This patch fixes all paths leading to qemuMigrationAnyPrepareDef.
Signed-off-by: Jiri Denemark <jdenemar@redhat.com>
Reviewed-by: Michal Privoznik <mprivozn@redhat.com>
Since qemuDomainDefPostParse callback requires qemuCaps, we need to make
sure it gets the capabilities stored in the domain's private data if the
domain is running. Passing NULL may cause QEMU capabilities probing to
be triggered in case QEMU binary changed in the meantime. When this
happens while a running domain object is locked, QMP event delivered to
the domain before QEMU capabilities probing finishes will deadlock the
event loop.
This patch fixes all paths leading to qemuDomainSaveImageOpen.
Signed-off-by: Jiri Denemark <jdenemar@redhat.com>
Reviewed-by: Michal Privoznik <mprivozn@redhat.com>
Since qemuDomainDefPostParse callback requires qemuCaps, we need to make
sure it gets the capabilities stored in the domain's private data if the
domain is running. Passing NULL may cause QEMU capabilities probing to
be triggered in case QEMU binary changed in the meantime. When this
happens while a running domain object is locked, QMP event delivered to
the domain before QEMU capabilities probing finishes will deadlock the
event loop.
This patch fixes all paths leading to qemuDomainDefFormatBufInternal.
Signed-off-by: Jiri Denemark <jdenemar@redhat.com>
Reviewed-by: Michal Privoznik <mprivozn@redhat.com>
Since qemuDomainDefPostParse callback requires qemuCaps, we need to make
sure it gets the capabilities stored in the domain's private data if the
domain is running. Passing NULL may cause QEMU capabilities probing to
be triggered in case QEMU binary changed in the meantime. When this
happens while a running domain object is locked, QMP event delivered to
the domain before QEMU capabilities probing finishes will deadlock the
event loop.
This patch fixes all paths leading to qemuDomainDefCopy.
Signed-off-by: Jiri Denemark <jdenemar@redhat.com>
Reviewed-by: Michal Privoznik <mprivozn@redhat.com>
Use the correct enum constant when validating vlan usage.
This fixes a merge error in
commit 6cb0ec48bd
Author: Daniel P. Berrangé <berrange@redhat.com>
Date: Mon Sep 3 17:34:22 2018 +0100
network: convert networkAllocateActualDevice to virNetworkPortDef
Reviewed-by: Michal Privoznik <mprivozn@redhat.com>
Signed-off-by: Daniel P. Berrangé <berrange@redhat.com>
Requires adjustments to use verify_expr() which replaces
verify_true(), and to disable the new syntax check
'sc_prohibit_gnu_make_extensions' since we require GNU make.
Signed-off-by: Eric Blake <eblake@redhat.com>
Commit fed58d83 was a hack to fix a mingw build failure due to header
inclusion order resulting in a clash over the use of DATADIR,
repeating a trick made several other times in the past.

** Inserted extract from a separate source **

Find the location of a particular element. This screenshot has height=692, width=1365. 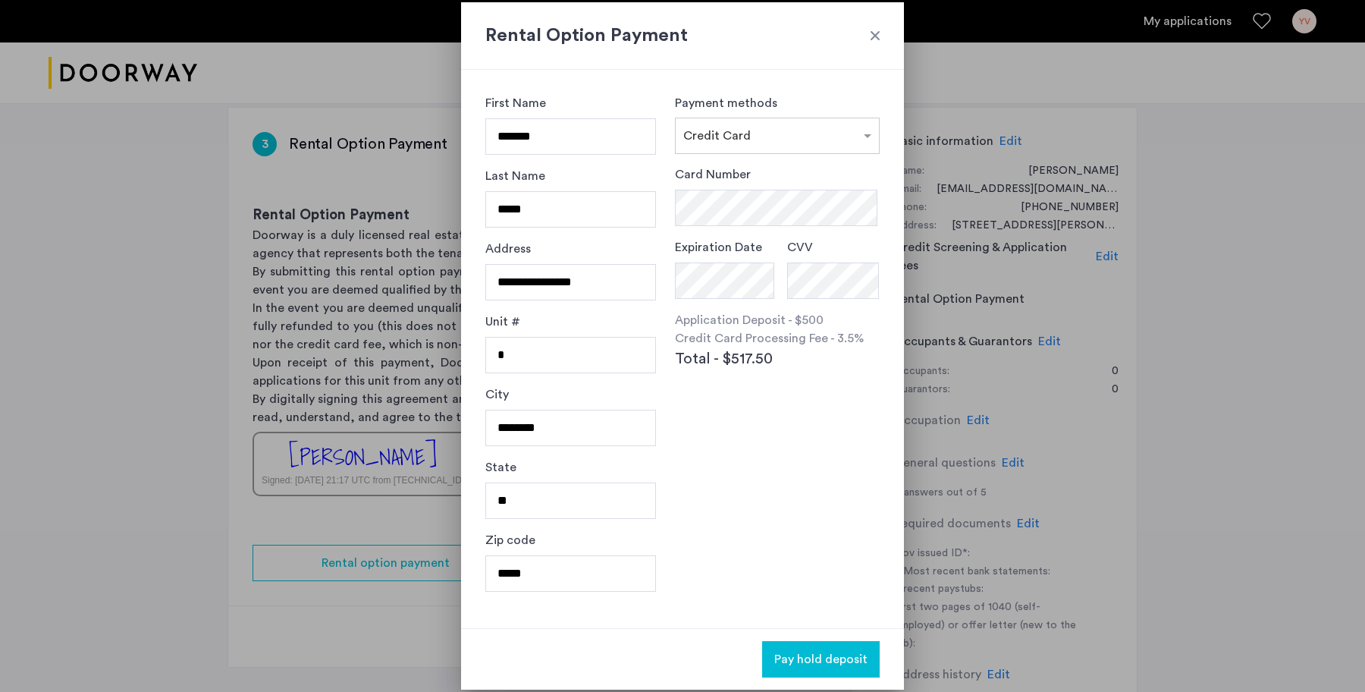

Better is to
revert that, and instead use pragmas to avoid the clash in the first
place, regardless of header ordering, solving it for everyone.

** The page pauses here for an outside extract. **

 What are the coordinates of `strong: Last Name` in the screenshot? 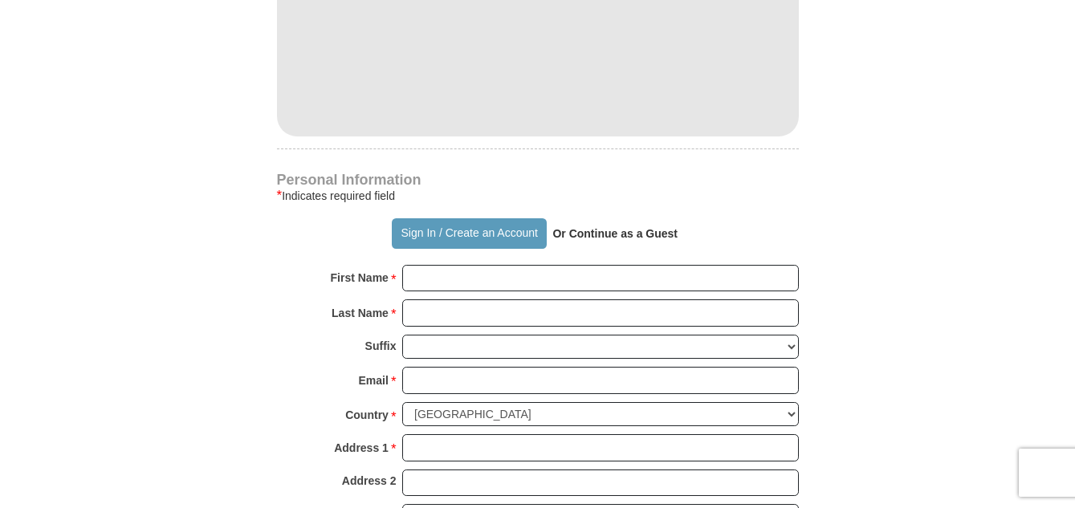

Signed-off-by: Eric Blake <eblake@redhat.com>
Reviewed-by: Michal Privoznik <mprivozn@redhat.com>
Now that the code does not refer to any libvirt headers,
except internal.h macros, it does not need to link to
any libvirt code, nor gnulib either. The only thing it
needs is yajl.
Reviewed-by: Michal Privoznik <mprivozn@redhat.com>
Signed-off-by: Daniel P. Berrangé <berrange@redhat.com>
Now that 100% of libvirt code is forbidden in a SUID environment,
we no longer need to worry about whether env variables are
trustworthy or not. The virt-login-shell setuid program, which
does not link to any libvirt code, will purge all environment
variables, except $TERM, before invoking the virt-login-shell-helper
program which uses libvirt.
Reviewed-by: Michal Privoznik <mprivozn@redhat.com>
Signed-off-by: Daniel P. Berrangé <berrange@redhat.com>
Now that 100% of libvirt code is forbidden in a SUID environment,
we no longer need to worry about whether env variables are
trustworthy or not. The virt-login-shell setuid program, which
does not link to any libvirt code, will purge all environment
variables, except $TERM, before invoking the virt-login-shell-helper
program which uses libvirt.
Thus we only need one API for env passthrough in virCommand.
Reviewed-by: Michal Privoznik <mprivozn@redhat.com>
Signed-off-by: Daniel P. Berrangé <berrange@redhat.com>
Now that none of the libvirt.so code will ever run in a setuid
context, we can remove the virIsSUID() method. The global
initializer function can just inline the check itself. The new
inlined check is slightly stronger as it also looks for a
setgid situation.
Reviewed-by: Michal Privoznik <mprivozn@redhat.com>
Signed-off-by: Daniel P. Berrangé <berrange@redhat.com>
The virt-login-shell setuid program is now a tiny piece of code
that only uses standard libc functions, and santizes the execution
environment before invoking the real virt-login-shell-helper.
The latter is thus able to use the normal libvirt.so build,
allowing us to delete the special cut down setuid library build.
Reviewed-by: Michal Privoznik <mprivozn@redhat.com>
Signed-off-by: Daniel P. Berrangé <berrange@redhat.com>
If virQEMUDriverGetCapabilities returns NULL, then a subsequent
deref of @caps would cause an error, so we just return failure.
Found by Coverity
Signed-off-by: John Ferlan <jferlan@redhat.com>
Reviewed-by: Michal Privoznik <mprivozn@redhat.com>
The previous bump to 4.4 was done in:
commit 24241c236e
Author: Daniel P. Berrange <berrange@redhat.com>
Date: Wed Jul 5 10:35:32 2017 +0100
Require use of GCC 4.4 or CLang compilers
with 4.4 picked due to RHEL-6. Since we dropped RHEL-6, the
next oldest distro is RHEL-7 (4.8.5), and thus we pick 4.8
as the new min.
Reviewed-by: Andrea Bolognani <abologna@redhat.com>
Signed-off-by: Daniel P. Berrangé <berrange@redhat.com>
Until now, testDomainGetTime would always return the same fixed values
everytime it was called. By using domain-private data we can make this
API return the values previously set with testDomainSetTime, or use the
same old fixed values in case testDomainSetTime hasn't been called at all.
Signed-off-by: Ilias Stamatis <stamatis.iliass@gmail.com>
Reviewed-by: Erik Skultety <eskultet@redhat.com>
The qemu and vz implementations don't emit any signals when this API is
called, so we can do the same here for now and succeed by doing nothing.